DETECting European identity through crime fiction

by | Apr 27, 2020 | News |

DETECting European identity through crime fiction

by | Apr 27, 2020 | News |

La Bibliothèque de Villers, suivi de Tombeau d’Agatha Christie

By Benoît Peeters

Series: Espace Nord, n° 129

First edition: 1980

La Bibliothèque de Villers, suivi de Tombeau d’Agatha Christie

by Benoît Peeters

Jan Baetens (KU Leuven)

There may be two ways to study the notion of “European identity” through crime fiction. The first one is “direct” and tackles the many ways in which European identities are represented by means of words and images: imagine a train crossing Europe and having on board a wide selection of European citizens, discussing cross-national topics and struggling with each other’s languages and idiosyncrasies (the result can be great – or have the taste of a bad euro pudding). The second one is “indirect” and it performs Europe rather than simply representing it: it is a way of creating a world and addressing issues by using building blocks that are deprived of any specific, that is: geolocalizable and historically datable, feature, but capable of strongly resonating with anybody’s personal and collective concerns, yet without falling into the trap of easy allegories. This is what Kafka is doing in The Castle or The Trial, which are not about Prague (where one can visit the “castle”) or Austro-Hungarian bureaucracy (which the author thoroughly knew in virtue of his work in an insurance office), but which have shaped the way we imagine Europe, and perhaps even the world, today.
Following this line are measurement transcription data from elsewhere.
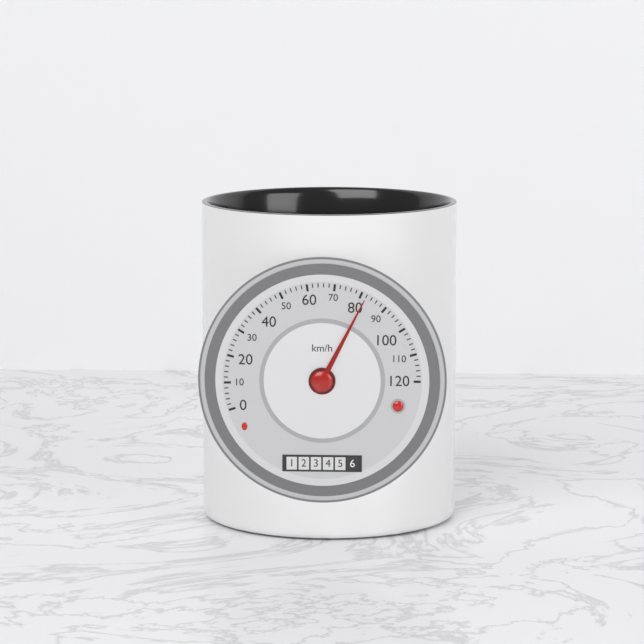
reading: 82 km/h
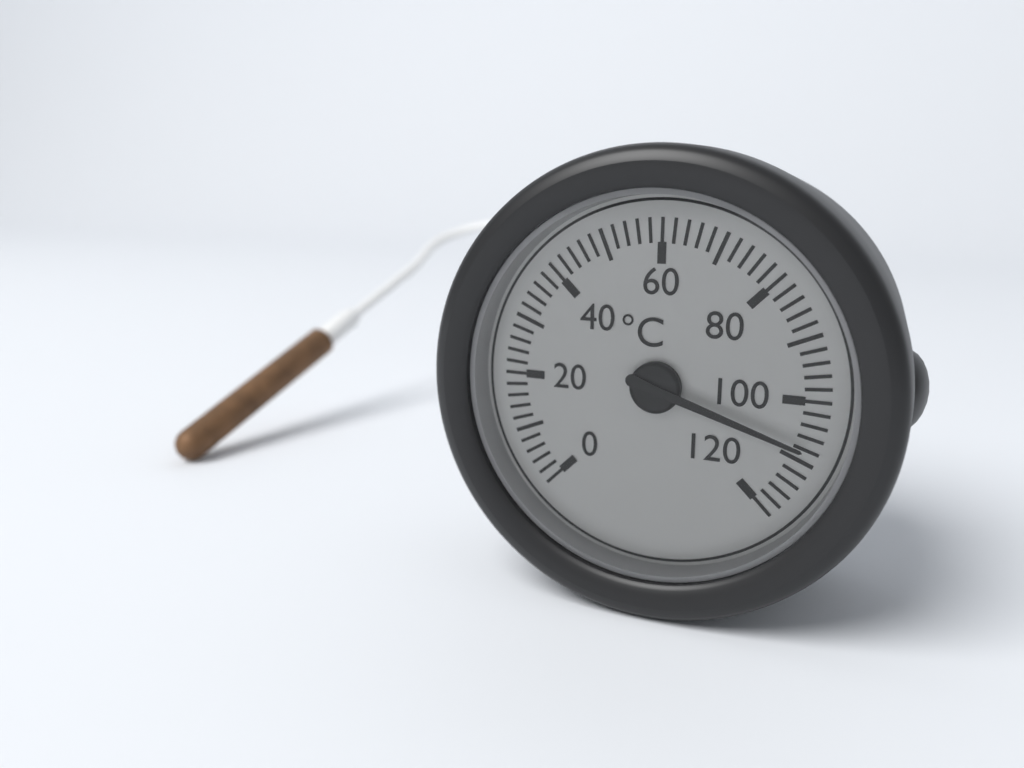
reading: 108 °C
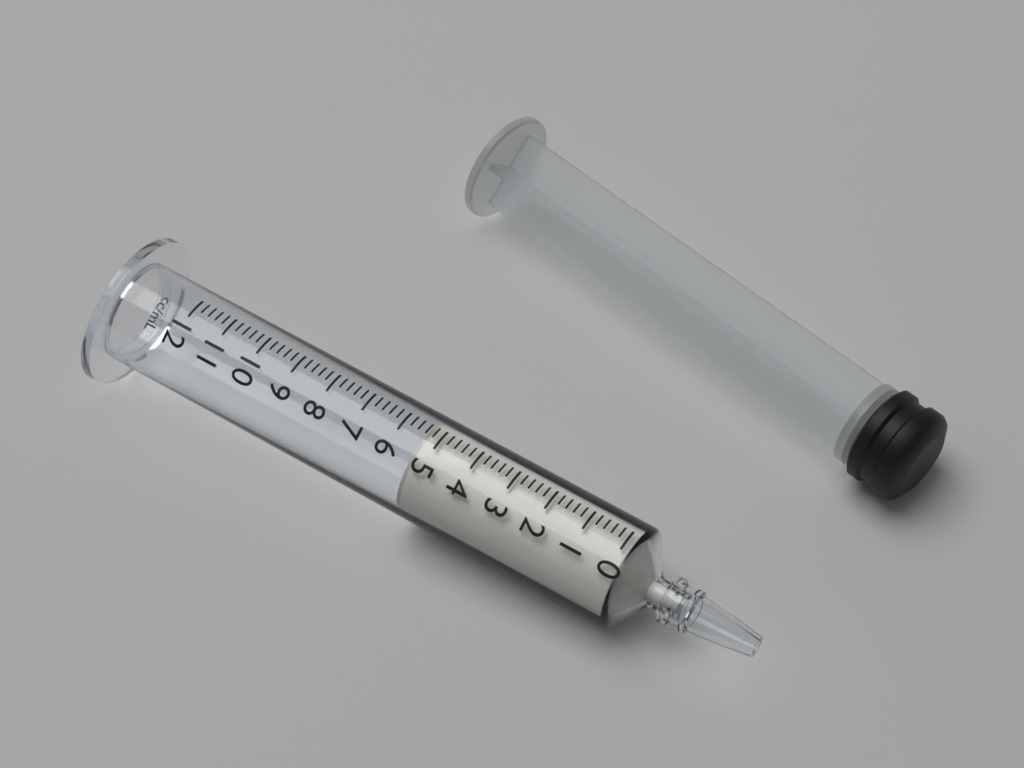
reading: 5.4 ml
Something similar happens in the long short story by Benoît Peeters, La Bibliothèque de Villers (The Library of Villers, first edition 1980, reedited in 2012). This whodunit is the rewriting of many other stories and it appropriates many great references in the field, from Borges to Poe and from Agatha Christie to Hergé (yes, also a crime fiction writer, just reread The Castafiore Emerald). Yet the book is in the very first an attempt –and a highly successful one – to invent both a scenario and a writing style that can be seen as the quintessential form and meaning of crime fiction in the European tradition: a certain type of characters, a certain setting, a certain technique of building tension (and not just surprise: Peeters closely follows Hitchcock on this point), and above all the recognition that one cannot separate form and content. If one writes a novel, one will have to do something with words (instead of simply using them). If one makes a movie, one will have to start from images (instead of seeing them as illustrations of an already existing storyline). Peeters is doing all this in The Library of Villers, and that makes this book a wonderful example of writing Europe in crime fiction.
La Bibliothèque de Villers is the rewriting of many other stories and it appropriates many great references in the field, from Borges to Poe and from Agatha Christie to Hergé.